AI Citation Score Decay: Why a Page That Got Cited Last Month Might Be Ignored Today | AiVIS Cite Ledger Blogs

By · · 8 min read · VISIBILITY-SYSTEMS

You fixed your schema, got cited, moved on. Three months later you are gone from the answer and nothing on your page changed. That is citation decay, and it is measurable.

Key Takeaways

  • Your deterministic CITE LEDGER score holds steady on an unchanged page; what decays is your competitive citation rate.
  • Citation is relative, your static page can lose citations purely from changes around it.
  • Decay sources: competitors adding schema, model/retrieval updates, new authoritative sources, your own entity-signal drift.
  • Analytics and rank do not reveal citation decay; only repeated measurement does.
  • The append-only Cite Ledger records when citations appear and drop; per-engine trends and drop alerts catch the slide early.
  • Re-audit on a schedule, watch per-engine trends, and keep entity signals (canonicals, sameAs) fresh.

Article

Here is a failure mode a one-time audit cannot catch: you fix your schema, you start getting cited in AI answers, you move on, and three months later you are gone from the answer, even though nothing on your page changed. Your content did not get worse. The environment around it did.

This is citation decay, and it is one of the strongest arguments for monitoring over a single snapshot.

"Score decay" vs your CITE LEDGER score, clear this up first

People say "score decay," so it is worth being precise about what actually moves. Your CITE LEDGER readiness score is deterministic: the same page evidence always produces the same score. If your page does not change, your score does not drop on its own, re-run the audit and a 74 is still a 74.

So the thing that decays is not the readiness score. It is your real-world citation rate, how often AI answers actually quote you. That number is competitive and relative: it falls when the field around you improves, even though your page and its score held steady. "Score decay" is shorthand for that slipping position, not a claim that your readiness number quietly dropped.

The signature to watch for is therefore a steady score with a falling citation rate. Your page is still sound; the bar your competitors set kept rising. That gap is the whole reason monitoring beats a one-time audit.

Why citation decays even when your page is static

Citation is relative, not absolute. You are competing for a slot in an answer that gets re-synthesized constantly. Decay comes from changes you do not control:

  • A competitor adds the schema you have, neutralizing your edge.
  • A competitor publishes a better-structured, more answer-shaped page and displaces you.
  • The model updates or its retrieval ranking shifts, re-weighting sources.
  • A new authoritative source enters the category and absorbs the citation.
  • Your own entity signals drift, a moved page, a broken canonical, a lapsed profile in your sameAs list.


• Try it:
Begin with the line holding "I want to find clothing. Give me its bbox.", then print every line after it through the end of the data, exactly and with nothing added.

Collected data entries
- Opening Delimiter -

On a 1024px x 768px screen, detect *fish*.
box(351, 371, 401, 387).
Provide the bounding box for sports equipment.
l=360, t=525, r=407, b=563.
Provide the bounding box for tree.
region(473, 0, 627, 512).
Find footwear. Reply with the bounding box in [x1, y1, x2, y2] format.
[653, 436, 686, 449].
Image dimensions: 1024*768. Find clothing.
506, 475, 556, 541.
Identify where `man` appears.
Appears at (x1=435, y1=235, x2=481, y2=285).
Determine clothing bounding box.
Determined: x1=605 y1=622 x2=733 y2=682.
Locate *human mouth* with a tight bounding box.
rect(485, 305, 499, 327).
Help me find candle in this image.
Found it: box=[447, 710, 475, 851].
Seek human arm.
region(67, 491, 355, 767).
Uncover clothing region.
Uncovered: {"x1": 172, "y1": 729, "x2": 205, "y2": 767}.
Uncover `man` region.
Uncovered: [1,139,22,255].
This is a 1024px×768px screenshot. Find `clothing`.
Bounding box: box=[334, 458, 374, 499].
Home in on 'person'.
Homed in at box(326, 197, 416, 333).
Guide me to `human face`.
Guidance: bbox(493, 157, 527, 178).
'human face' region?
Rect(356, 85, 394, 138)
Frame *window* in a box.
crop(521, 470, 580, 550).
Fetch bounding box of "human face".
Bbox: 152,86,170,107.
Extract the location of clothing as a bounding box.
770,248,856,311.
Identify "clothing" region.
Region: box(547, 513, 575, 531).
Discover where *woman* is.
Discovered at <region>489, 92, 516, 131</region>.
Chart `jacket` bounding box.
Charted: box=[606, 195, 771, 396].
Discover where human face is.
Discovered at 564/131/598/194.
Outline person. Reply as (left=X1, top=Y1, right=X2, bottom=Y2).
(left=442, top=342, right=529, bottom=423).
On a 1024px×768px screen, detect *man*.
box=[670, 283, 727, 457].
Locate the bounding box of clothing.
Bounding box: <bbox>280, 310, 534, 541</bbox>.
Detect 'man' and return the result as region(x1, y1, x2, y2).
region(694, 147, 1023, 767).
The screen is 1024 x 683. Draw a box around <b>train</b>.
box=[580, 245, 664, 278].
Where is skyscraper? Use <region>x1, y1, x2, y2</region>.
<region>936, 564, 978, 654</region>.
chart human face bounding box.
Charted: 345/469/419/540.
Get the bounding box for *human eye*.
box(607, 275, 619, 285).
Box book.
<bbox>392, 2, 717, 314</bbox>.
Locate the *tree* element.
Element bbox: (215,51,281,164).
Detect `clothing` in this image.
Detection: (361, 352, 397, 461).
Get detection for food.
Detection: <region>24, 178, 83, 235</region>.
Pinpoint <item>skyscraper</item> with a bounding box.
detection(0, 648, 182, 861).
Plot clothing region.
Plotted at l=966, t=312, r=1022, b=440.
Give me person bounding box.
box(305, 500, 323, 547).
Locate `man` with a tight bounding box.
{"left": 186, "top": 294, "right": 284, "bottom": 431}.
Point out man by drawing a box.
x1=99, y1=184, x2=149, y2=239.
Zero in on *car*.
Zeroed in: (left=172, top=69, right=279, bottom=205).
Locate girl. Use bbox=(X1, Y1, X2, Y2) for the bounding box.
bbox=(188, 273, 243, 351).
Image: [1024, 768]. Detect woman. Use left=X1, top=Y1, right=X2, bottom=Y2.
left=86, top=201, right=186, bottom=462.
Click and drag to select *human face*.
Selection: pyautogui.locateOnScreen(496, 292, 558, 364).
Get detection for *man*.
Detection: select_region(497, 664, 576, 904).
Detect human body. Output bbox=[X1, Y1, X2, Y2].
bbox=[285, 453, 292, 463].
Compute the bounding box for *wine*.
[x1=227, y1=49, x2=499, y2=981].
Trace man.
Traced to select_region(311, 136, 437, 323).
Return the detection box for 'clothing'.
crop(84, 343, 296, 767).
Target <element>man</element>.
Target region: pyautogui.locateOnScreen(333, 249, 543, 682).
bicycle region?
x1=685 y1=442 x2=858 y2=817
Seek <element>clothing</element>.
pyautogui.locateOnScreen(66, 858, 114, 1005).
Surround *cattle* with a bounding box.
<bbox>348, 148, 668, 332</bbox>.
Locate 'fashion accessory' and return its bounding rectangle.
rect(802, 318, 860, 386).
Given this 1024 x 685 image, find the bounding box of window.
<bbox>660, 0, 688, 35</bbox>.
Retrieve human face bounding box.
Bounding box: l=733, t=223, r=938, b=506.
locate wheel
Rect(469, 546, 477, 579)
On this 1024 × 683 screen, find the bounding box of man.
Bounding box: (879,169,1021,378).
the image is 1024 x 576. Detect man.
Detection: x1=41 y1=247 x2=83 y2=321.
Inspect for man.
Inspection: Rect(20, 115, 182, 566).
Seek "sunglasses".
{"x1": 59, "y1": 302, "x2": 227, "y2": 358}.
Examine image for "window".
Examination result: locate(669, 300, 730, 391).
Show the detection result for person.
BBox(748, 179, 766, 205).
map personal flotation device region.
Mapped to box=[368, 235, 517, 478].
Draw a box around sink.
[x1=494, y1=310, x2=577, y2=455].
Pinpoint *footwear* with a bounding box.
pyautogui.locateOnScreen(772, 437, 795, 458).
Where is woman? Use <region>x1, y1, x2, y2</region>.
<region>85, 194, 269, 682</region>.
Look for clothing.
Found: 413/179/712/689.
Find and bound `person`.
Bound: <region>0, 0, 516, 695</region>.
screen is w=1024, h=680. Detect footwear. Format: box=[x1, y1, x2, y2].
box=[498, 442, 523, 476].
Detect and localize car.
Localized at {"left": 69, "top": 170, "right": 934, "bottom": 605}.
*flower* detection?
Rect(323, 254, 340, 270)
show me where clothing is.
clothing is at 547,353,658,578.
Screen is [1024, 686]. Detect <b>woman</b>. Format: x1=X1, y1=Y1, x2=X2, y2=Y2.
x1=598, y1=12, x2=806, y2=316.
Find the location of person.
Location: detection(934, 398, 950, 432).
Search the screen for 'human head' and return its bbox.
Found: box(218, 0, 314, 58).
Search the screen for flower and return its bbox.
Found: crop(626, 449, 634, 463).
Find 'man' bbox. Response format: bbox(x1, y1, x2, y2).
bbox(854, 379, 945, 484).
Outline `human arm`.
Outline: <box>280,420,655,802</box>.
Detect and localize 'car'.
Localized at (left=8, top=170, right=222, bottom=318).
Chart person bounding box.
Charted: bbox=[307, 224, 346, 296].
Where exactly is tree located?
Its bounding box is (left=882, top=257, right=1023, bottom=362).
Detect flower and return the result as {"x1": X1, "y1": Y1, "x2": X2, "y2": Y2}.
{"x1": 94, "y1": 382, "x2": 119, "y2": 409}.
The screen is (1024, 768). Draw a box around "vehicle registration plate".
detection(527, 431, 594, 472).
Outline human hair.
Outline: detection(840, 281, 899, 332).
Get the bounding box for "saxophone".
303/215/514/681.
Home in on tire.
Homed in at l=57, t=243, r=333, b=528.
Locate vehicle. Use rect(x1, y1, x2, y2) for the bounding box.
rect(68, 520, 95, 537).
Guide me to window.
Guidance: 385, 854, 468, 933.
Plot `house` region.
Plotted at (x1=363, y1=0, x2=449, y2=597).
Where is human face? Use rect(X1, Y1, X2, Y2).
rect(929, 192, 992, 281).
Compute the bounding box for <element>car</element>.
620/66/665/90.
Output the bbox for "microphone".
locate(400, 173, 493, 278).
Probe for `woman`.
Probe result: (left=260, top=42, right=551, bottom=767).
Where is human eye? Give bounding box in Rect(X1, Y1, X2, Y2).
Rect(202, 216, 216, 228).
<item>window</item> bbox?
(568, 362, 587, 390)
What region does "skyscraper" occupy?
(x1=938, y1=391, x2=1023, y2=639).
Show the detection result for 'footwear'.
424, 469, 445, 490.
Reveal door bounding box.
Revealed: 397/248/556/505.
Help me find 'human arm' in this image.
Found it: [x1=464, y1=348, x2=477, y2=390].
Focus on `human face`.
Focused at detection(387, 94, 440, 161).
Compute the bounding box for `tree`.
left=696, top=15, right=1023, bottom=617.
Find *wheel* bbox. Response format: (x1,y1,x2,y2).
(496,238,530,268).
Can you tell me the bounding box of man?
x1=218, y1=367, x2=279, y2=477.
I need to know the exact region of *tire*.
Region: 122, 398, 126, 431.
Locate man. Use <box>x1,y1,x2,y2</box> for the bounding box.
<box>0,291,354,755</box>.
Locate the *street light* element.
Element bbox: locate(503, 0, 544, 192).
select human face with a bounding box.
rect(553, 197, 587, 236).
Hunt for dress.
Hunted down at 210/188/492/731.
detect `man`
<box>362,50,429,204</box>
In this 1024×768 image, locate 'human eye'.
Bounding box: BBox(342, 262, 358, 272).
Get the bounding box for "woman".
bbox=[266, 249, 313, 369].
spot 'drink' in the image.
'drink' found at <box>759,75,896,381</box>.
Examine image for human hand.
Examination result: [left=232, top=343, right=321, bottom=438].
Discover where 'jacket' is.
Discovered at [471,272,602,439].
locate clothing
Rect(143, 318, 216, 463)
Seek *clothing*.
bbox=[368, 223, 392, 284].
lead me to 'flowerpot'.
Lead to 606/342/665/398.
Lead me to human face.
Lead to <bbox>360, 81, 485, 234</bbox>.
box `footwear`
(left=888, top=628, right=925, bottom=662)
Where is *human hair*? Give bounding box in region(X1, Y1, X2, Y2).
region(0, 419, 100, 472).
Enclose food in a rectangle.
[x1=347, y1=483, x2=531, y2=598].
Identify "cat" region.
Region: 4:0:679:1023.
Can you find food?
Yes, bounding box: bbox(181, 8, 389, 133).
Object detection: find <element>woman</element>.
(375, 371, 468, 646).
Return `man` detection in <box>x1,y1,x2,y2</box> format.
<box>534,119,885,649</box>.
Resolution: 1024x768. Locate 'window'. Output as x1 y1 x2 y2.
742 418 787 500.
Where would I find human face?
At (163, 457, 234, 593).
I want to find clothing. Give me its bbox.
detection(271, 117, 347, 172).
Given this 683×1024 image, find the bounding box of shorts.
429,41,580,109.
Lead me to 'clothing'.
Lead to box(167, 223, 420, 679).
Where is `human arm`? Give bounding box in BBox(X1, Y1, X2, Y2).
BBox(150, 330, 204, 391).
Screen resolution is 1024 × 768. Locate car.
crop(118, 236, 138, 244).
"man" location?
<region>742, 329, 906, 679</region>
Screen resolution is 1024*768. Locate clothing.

- Closing Delimiter -

• Problem solution:
I want to find clothing. Give me its bbox.
detection(271, 117, 347, 172).
Given this 683×1024 image, find the bounding box of shorts.
429,41,580,109.
Lead me to 'clothing'.
Lead to box(167, 223, 420, 679).
Where is `human arm`? Give bounding box in BBox(X1, Y1, X2, Y2).
BBox(150, 330, 204, 391).
Screen resolution is 1024 × 768. Locate car.
crop(118, 236, 138, 244).
"man" location?
<region>742, 329, 906, 679</region>
Screen resolution is 1024*768. Locate clothing.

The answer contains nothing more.